Apparantly Garden & Son, Piccadilly, were one of the largest outfitters to these 'irregular cavalry units' through the 1850s.
In the Brooker reference, there are pistols to the IRREGULAR 2ND CAVALRY and SCINDE IRREGULAR HORSE, both stamped in this same manner and most notably with the same lionhead butt cap.

As the designation POONAH IRREGULAR HORSE was used from 1847 until 1861, it is likely the pistol is of this period, and of course may well have been used during the Persian campaign of 1856-7, in which this unit participated in the charge at Kooshab. As you noted, your pistol was made by Harrington & Scott of Birmingham (who became partners in 1849).

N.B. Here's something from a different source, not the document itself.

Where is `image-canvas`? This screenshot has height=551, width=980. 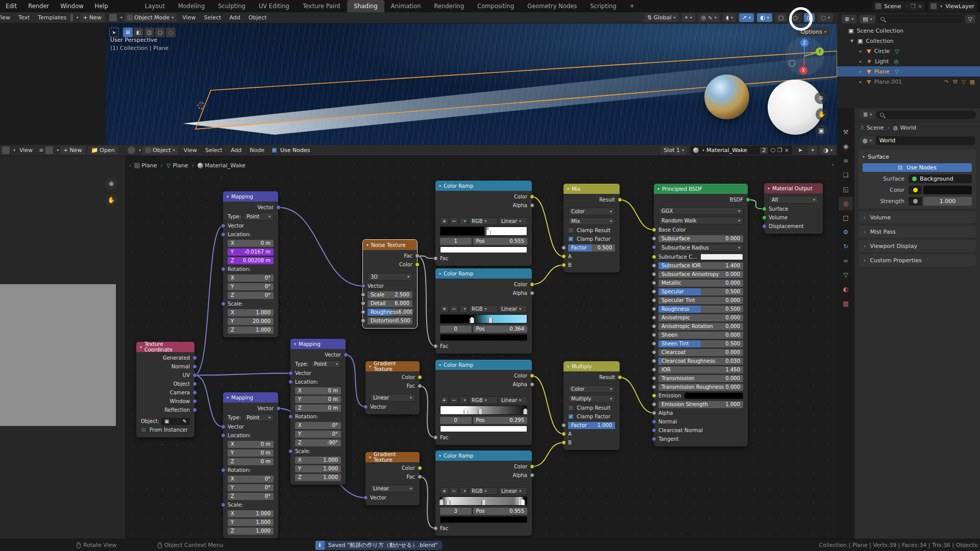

The illustration of a Ratore Rajput of 34th Prince Albert Victors Own POONA HORSE was a watercolor by Maj. A C Lovett, CBE, in 1910 and appears in "The Armies of India" by Lt. Gen. Sir George MacMunn, 1911 (repr1984).
These illustrations are held by the National Army Museum.

The book "The Indian Army" by Boris Mollo, 1981, has an illustration of Col. Charles Swanston, Poona Irregular Horse c.1818 (p.42) by an unknown artist. The figure is standing next to a horse, and has a pistol in sash and apparently a mameluke type officers sabre There is no other detail in text as far as I could find.

As far as swords used by this regiment in the Persian campaigns, since the Paget pattern swords were not around until 1860s, it might be presumed that East India Company swords or outfitted officers type swords might have been in use. The 'Company' had ordered as many as 10,000 of the 1796 type light cavalry sabres in the 1790s. According to David Harding, no EIC markings were ever on swords (I do know earlier they were on bayonets).

Though after the 1857 mutiny, the EIC was effectively ceased, it seems possible some regular British military patterns might have been in use, but I have not yet found more on that.

At this point it is far more likely to find examples or data on the weapons for officers of this unit than the troopers. It is interesting that the Garden & Co. lionhead butt caps seem peculiar to that firm, and supplying these 'irregular' units. The term is with regard to the fact they these units were usually 'sillidar' (troopers supply own horses) and usually had just a few officers controlling the unit. The squadrons (risallahs) were as many as ten with up about 500 men in each.